Distal Lumbar Lordosis Fixation and the Impact of Lordosis Distribution Index on Adjacent Segment Disease, Revision Surgery and Patient Reported Outcome Measures in a Prospectively Collected Cohort
Introduction: While sagittal spinopelvic alignment is well-known to influence outcomes after lumbar fusion, the lordosis distribution index (LDI) has gained attention as a better way to quantify lumbar lordosis (LL). We aim to assess the impact of LDI on operative adjacent segment disease (ASD) and patient reported outcome measures (PROM) following distal lumbar lordosis (DLL; L4-S1) fusion.
Methods: We queried a prospectively collected database of 5,093 patients from 5 spine surgeons at our institution from 2009 to 2024 for all fusions from L4-S1 with minimum 1-year follow-up and no scoliotic deformity or prior fusion.
Results: Thirty patients were included with a median age of 56 years and slight female predominance (n=19, 63.3%). The sample included 52 interbodies with an average of 1.73±.521 interbodies per patient. The rate of reoperation was 33.3% (n=10), operative ASD 23.3% (n=7), and radiographic hardware failure 40% (n=12).
Most patients were considered to have normal lordosis by post-operative LDI (50-80%; n= 19, 63.3%) and 43.3% of patients were considered to have ideal PI-LL mismatch (PI-LL < 10 °; n=13).While LDI category was not related to operative ASD or reoperation we found that these patients had significantly higher average increases in post-op LDI from baseline (+14.9±4.10% v. +0.5±9.72% , p=.005; +11.36±10.63% v. -0.43±8.21%, p=.009; respectively). Additionally, patients requiring revision surgery had greater loss of proximal LL (L1-L4; PLL) from pre-op (-6.00±5.8% v. -0.43±4.81%, p=.025) and patients with >5° loss of PLL had significantly higher rates of revision surgery (72.4% v. 20.0%, p=.020).
At 1-year, 40.0% of patients (n=12) achieved a minimal clinically important difference (MCID; -14.9) in ODI and these patients had lower average PI-LL mismatch (2.00± 9.6° v. 14.5±10.99°, p=.012) and lower post-op LDI (62.3±11.1% v. 75.73±21.8%, p=.037). Rates of achieving MCID at 1-year were higher in patients with ideal PI-LL alignment (80.0% v. 14.3%, p=.008) and lower in hyperlordotic patients (0% v. 63.2%, p=.002).
Conclusion : While our sample size is limited, we found that loss of PLL and increase in LDI following DLL fixation were associated with higher rates of ASD and revision surgery. Similarly, patients with hyperlordotic LDI and misaligned PI-LL had significantly worse ODI outcomes at 1-year.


Exercise directions:
Your job is to report every line of the entries that has "arrow".

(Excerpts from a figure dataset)
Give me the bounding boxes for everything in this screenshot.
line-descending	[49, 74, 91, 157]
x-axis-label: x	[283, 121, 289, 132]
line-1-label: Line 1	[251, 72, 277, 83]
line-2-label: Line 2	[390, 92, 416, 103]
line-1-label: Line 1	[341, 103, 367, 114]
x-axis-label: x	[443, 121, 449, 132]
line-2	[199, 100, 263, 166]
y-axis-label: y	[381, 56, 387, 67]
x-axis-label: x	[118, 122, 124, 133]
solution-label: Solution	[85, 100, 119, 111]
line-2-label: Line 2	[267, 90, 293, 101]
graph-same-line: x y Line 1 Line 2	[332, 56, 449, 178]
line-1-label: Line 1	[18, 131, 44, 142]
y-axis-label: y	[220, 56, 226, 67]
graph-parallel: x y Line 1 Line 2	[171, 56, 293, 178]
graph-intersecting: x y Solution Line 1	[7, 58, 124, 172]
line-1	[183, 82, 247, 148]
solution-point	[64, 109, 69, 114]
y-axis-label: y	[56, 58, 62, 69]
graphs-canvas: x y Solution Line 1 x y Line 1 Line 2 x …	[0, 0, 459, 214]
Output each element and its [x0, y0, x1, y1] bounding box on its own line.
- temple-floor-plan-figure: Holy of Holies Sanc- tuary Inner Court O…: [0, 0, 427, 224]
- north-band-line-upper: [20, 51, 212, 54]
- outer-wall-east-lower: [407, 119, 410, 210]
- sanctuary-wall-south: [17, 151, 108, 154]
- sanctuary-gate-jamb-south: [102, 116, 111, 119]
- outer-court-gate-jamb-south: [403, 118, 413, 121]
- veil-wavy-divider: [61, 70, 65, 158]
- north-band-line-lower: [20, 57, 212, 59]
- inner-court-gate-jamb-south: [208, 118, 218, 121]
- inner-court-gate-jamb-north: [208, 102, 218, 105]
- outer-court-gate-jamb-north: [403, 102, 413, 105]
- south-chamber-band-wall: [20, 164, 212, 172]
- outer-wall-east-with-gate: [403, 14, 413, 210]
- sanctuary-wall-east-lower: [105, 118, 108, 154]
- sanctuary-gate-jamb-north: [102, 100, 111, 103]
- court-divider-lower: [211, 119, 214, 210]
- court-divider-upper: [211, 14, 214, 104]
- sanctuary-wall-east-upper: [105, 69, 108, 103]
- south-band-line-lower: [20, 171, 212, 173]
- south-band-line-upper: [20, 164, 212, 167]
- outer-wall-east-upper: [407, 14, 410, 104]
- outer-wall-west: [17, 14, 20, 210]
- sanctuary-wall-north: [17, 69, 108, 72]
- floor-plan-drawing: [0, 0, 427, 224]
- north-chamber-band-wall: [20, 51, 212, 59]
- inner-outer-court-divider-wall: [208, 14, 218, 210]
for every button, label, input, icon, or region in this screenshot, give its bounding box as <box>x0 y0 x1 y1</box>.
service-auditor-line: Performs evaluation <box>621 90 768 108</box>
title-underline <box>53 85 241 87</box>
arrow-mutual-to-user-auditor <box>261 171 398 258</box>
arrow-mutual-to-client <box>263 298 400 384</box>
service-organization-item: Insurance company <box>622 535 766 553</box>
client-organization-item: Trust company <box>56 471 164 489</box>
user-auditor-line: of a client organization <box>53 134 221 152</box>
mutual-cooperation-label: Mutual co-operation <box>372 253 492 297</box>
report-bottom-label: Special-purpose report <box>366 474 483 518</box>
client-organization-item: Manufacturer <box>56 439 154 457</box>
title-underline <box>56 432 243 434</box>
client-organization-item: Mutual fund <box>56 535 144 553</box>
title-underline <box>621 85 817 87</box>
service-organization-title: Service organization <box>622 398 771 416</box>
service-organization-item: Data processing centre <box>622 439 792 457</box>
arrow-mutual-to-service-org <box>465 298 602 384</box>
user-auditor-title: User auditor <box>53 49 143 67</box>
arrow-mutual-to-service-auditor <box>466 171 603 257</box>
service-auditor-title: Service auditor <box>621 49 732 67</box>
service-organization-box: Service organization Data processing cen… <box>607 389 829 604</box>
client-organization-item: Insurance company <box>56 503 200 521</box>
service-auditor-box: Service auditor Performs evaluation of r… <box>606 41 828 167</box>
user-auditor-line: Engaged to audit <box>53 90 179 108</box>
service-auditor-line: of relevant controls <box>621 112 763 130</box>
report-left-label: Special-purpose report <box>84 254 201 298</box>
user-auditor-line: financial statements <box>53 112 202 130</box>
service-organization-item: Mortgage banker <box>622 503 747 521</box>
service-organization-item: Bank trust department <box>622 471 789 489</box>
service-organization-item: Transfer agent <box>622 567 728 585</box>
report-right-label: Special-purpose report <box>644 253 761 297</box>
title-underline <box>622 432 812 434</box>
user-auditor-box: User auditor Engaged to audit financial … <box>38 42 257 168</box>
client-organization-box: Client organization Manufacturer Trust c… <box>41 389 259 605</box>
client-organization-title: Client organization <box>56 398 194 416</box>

Completed task:
arrow-mutual-to-user-auditor <box>261 171 398 258</box>
arrow-mutual-to-client <box>263 298 400 384</box>
arrow-mutual-to-service-org <box>465 298 602 384</box>
arrow-mutual-to-service-auditor <box>466 171 603 257</box>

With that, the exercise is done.